The film reveals the contents of a tablet computer left behind by the Russian mercenaries when they were forced to retreat from the Libyan capital, Tripoli, in spring 2020. Its secrets include reconnaissance drone footage and manuals for anti-personnel mines and IEDs. Military maps of the frontline give an unprecedented insight into the group’s operations, as well as codenames of Wagner fighters which helped the BBC to identify some of them. The tablet also provides evidence of the Russian mercenaries’ involvement in the mining and booby-trapping of civilian houses – a war crime.
The film includes accounts of other suspected war crimes. A Libyan farmer describes how mercenaries kidnapped his father and three brothers and later gunned them down. This eyewitness survived by playing dead but managed to glimpse the killers. His testimony, together with footage of Wagner fighters, allows the BBC to identify one suspected killer – a mercenary previously accused of executing Ukrainian prisoners in the Donbass conflict.

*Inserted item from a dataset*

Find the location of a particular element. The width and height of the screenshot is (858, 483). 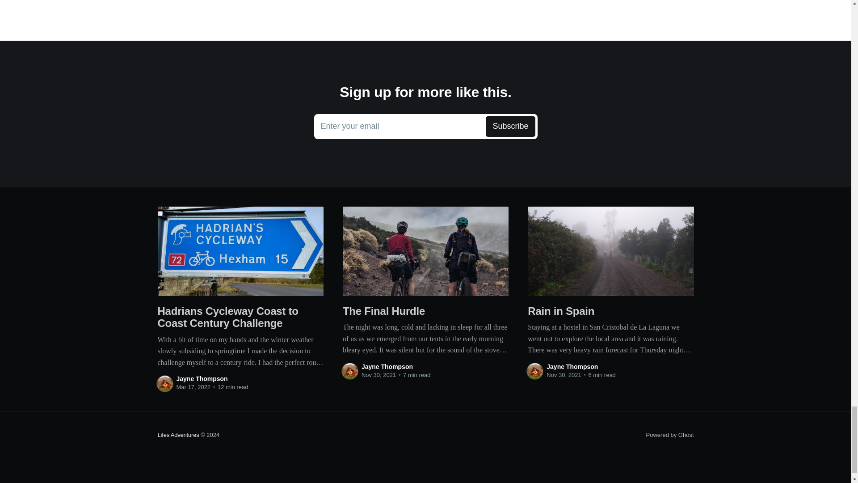

Powered by Ghost is located at coordinates (670, 434).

The killing of prisoners is also a war crime. Mohammed, a young veteran from Libya’s government forces, recounts how his soldiers were overwhelmed by Russian fighters who were better equipped and more professionally trained. He explains how his men tried to surrender, only to be gunned down in cold blood. Four of them are still missing, presumed to have been executed by Wagner mercenaries.
The BBC has obtained documents linking Wagner’s mercenaries in Libya to Evropolis, a Russian company reported to be a beneficiary of contracts for oil and gas field developments in Syria. Evgeny Prigozhin, a Russian oligarch under US sanctions, has been linked to both Evropolis and Wagner by the Russian media and foreign intelligence sources. He denies these connections.
One of the documents is a request for military equipment for Wagner’s continued operations in Libya. It was addressed to an unnamed Director General, believed to be Prigozhin. A military analyst tells the BBC how the document suggests that, contrary to official Russian denials, such state-of-the-art technology would only be available from the Russian military.